TIME: 08:03:10 GMT SUNDAY 19 JUNE 2050

“The compensator masses are down,” Carole said, turning to Pierre. “Now it is Dragon Slayer’s turn.”

Pierre, ignoring the small screen pager on his wrist, reached over to a nearby console. “Page crew of Dragon Slayer!”

The console blinked.

PAGING CESAR RAMIREZ WONG
PAGING JEAN KELLY THOMAS
PAGING AMALITA SHAKHASHIRI DRAKE
PAGING SEIKO KAUFFMANN TAKAHASHI
PAGING ABDUL NKOMI FAROUK

Pierre watched as the “Page acknowledged” mark appeared in front of each name. The computer had found them all busy at one task or another onboard the Dragon Slayer. He leaned forward and asked, “Does everything look good for a departure at 0930?” He reached down and flicked the audio output panel to avoid the screen clutter from a multiple response. The computer fed him the positive confirmations one at a time. Dragon Slayer was ready to go.

Kicking off from the console, Pierre floated across the bridge of St. George, then pulled his way down the tunnels to the launching hangar that contained the seven meter sphere that would be his home for the next eight days.

TIME: 09:10:15 GMT SUNDAY 19 JUNE 2050

It was twenty minutes to separation and the crew of Dragon Slayer gathered in the small lounge at the base of the ship. Pierre looked over the crew who were to share the next eight days of danger, drudgery, and excitement with him. He couldn’t have picked a better group. All had at least double-doctorates despite their youthful ages. Jean, Amalita, and Abdul each had a Ph.D. in astrophysics and a doctorate in one aspect or another of electrical engineering. “Doc” Cesar Wong (the only “real” doctor on Dragon Slayer) had the unusual
combination of an M.D. in aerospace medicine and a Ph.D. in supermagnetics.

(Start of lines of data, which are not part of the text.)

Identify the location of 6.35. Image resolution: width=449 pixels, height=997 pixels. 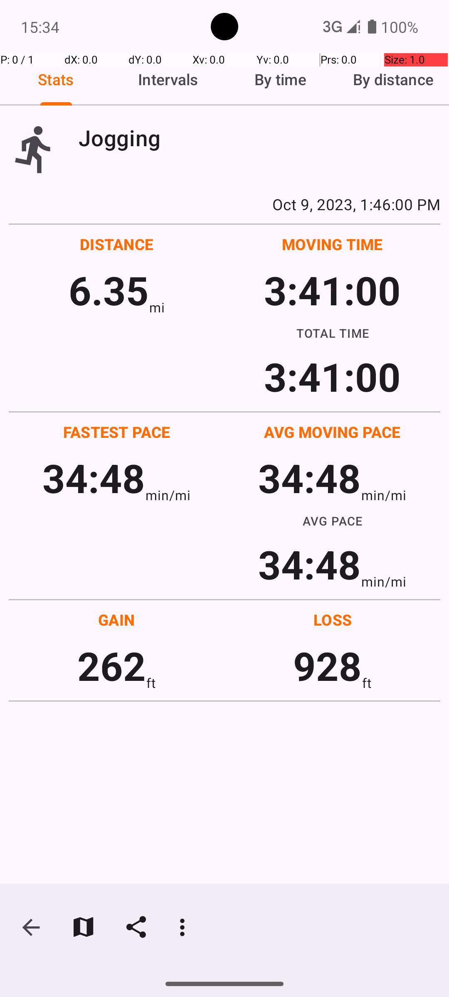
(109, 290).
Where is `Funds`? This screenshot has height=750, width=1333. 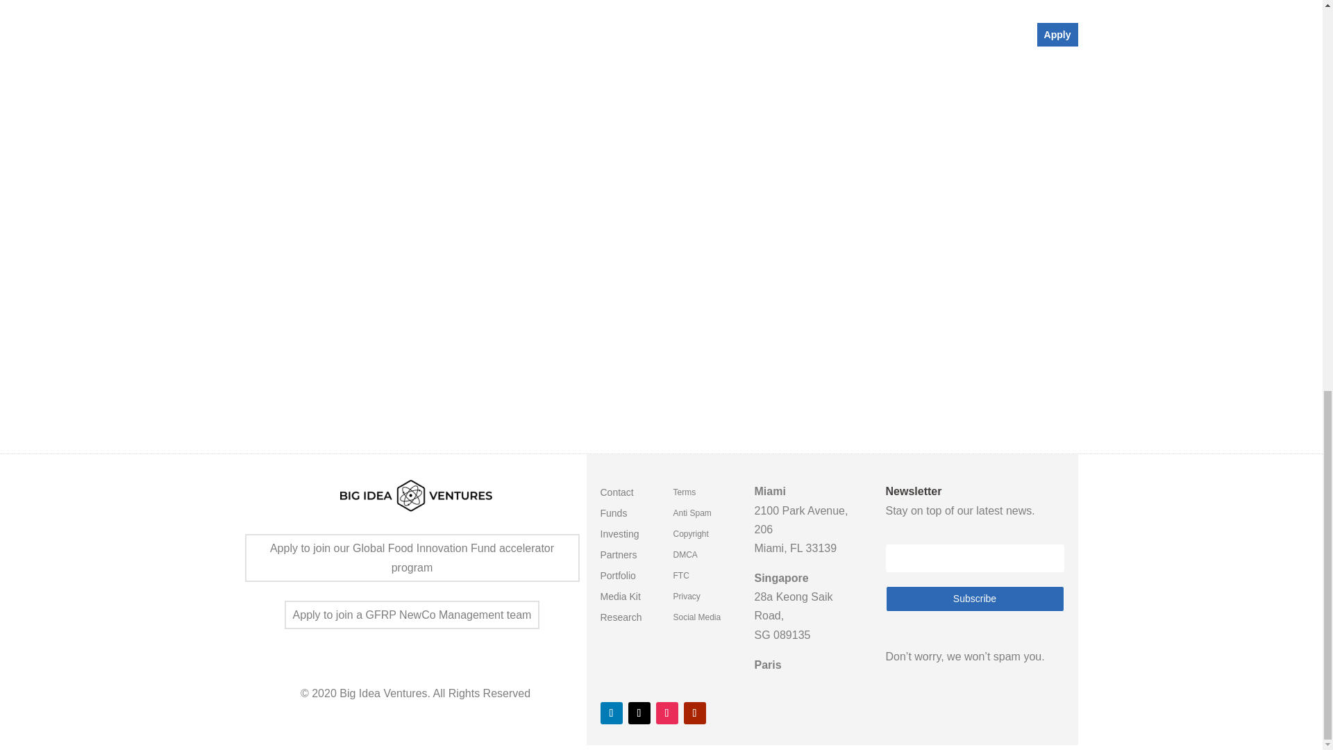 Funds is located at coordinates (613, 515).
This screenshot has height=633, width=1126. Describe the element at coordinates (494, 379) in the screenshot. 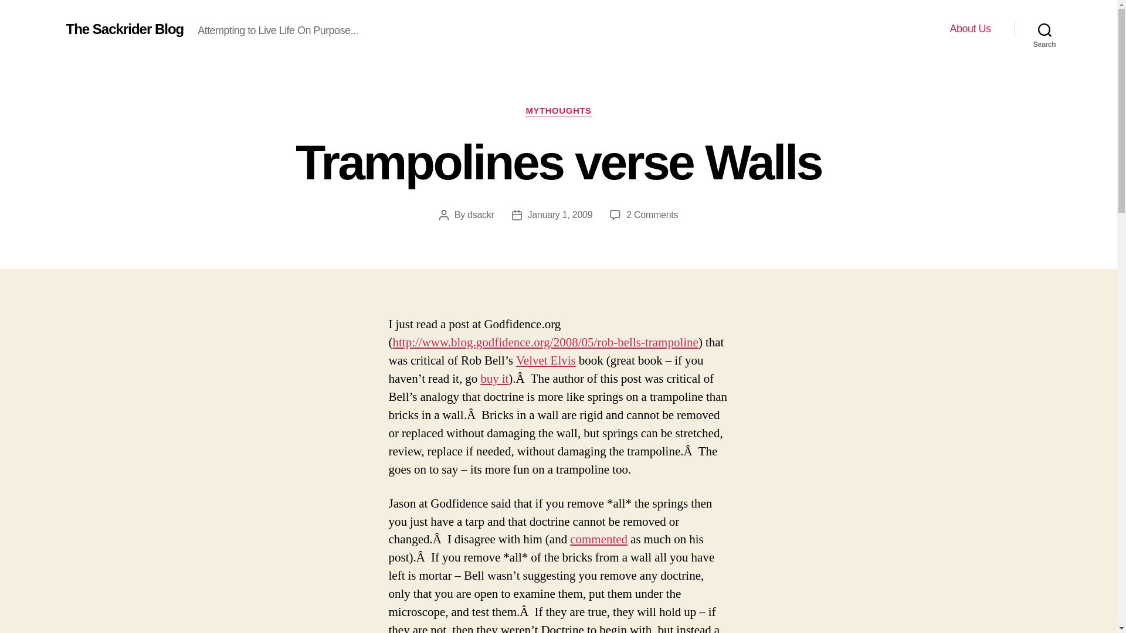

I see `buy it` at that location.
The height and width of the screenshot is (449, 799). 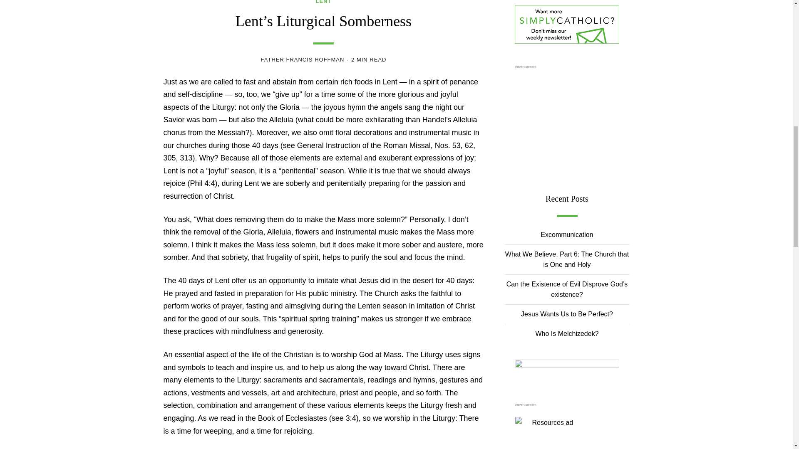 What do you see at coordinates (566, 334) in the screenshot?
I see `Who Is Melchizedek?` at bounding box center [566, 334].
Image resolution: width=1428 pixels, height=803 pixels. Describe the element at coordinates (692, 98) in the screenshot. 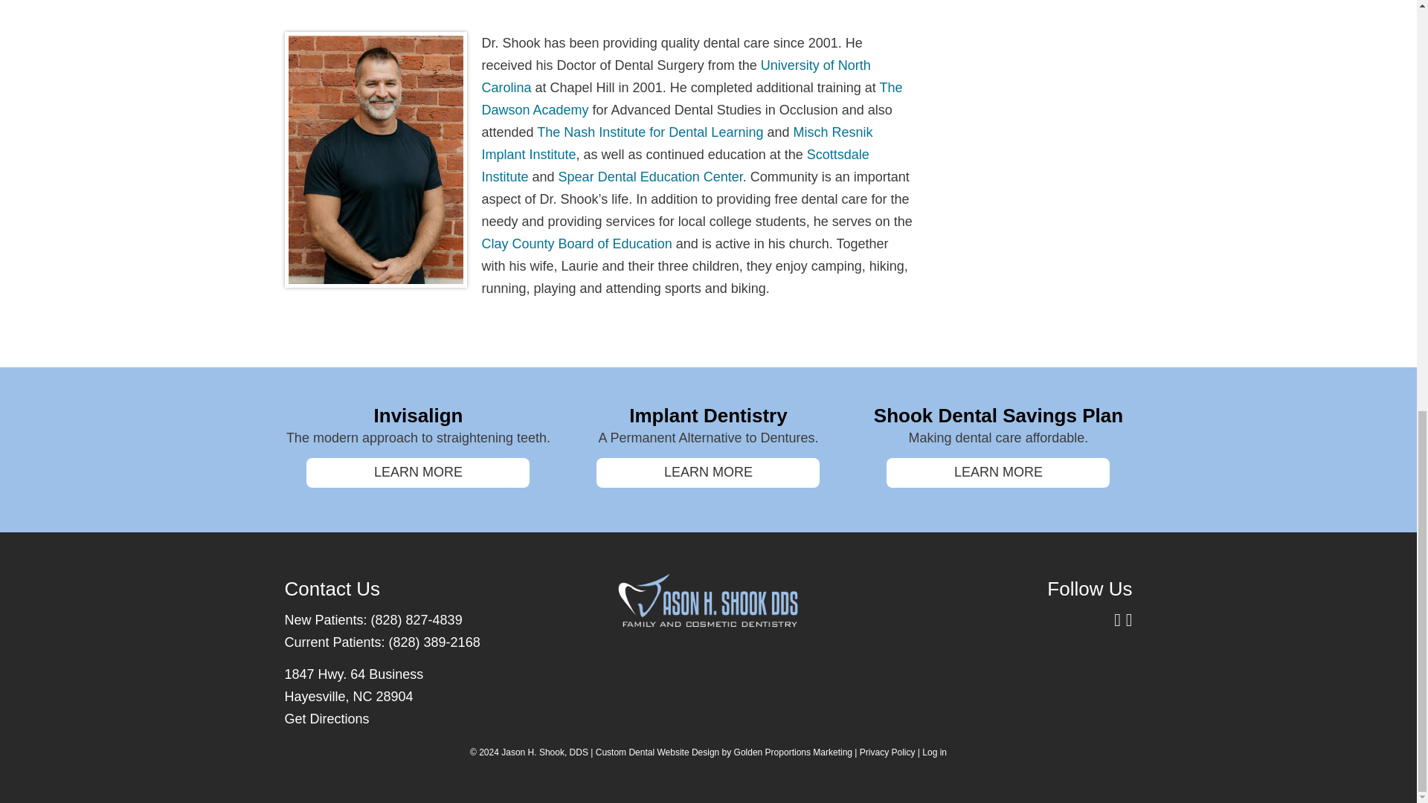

Pierre himself had a Ph.D. in high-density nucleonic theory, and doctorates in gravitational engineering and journalism. Seiko, at 32, had them all beat. At last count she had four doctorates and expected to earn another as the result of their trip. Although each was a specialist in one aspect or another of neutron star physics, they had cross-trained so that each one of them could carry out any portion of the detailed science schedule that Dragon Slayer’s crew was on. Pierre spoke.

“After separation we will be on ten-hour interlocking duty shifts. There will be a two-hour overlap so the new person coming on duty can be debriefed on the status of the experiments before taking over. It is now 0912 so Abdul, Seiko and Doc are on duty, with Doc on his mid-shift meal break and Seiko to go off duty at 1000. We had better get into the routine, so the rest of us should relax now. I know we aren’t going to quarters during breakaway, but our shift will be coming up soon, so make sure that you get some sleep, and don’t spend your off hours just watching the others work.”

The time for separation approached, and they all went up to the main deck where each would have a viewport. The breakaway was quiet and uneventful. The procedure consisted of opening the hatch doors of the huge mother ship, unlocking the attachment fittings, and slowly backing the larger ship away from the freely falling sphere. Pierre had been right—no one went to quarters as the small sphere floated away from the immense side of the interstellar ark.

Cesar spoke. “It is always awe-inspiring to be outside, and up this close. The last time for me was when I came on board two years ago.”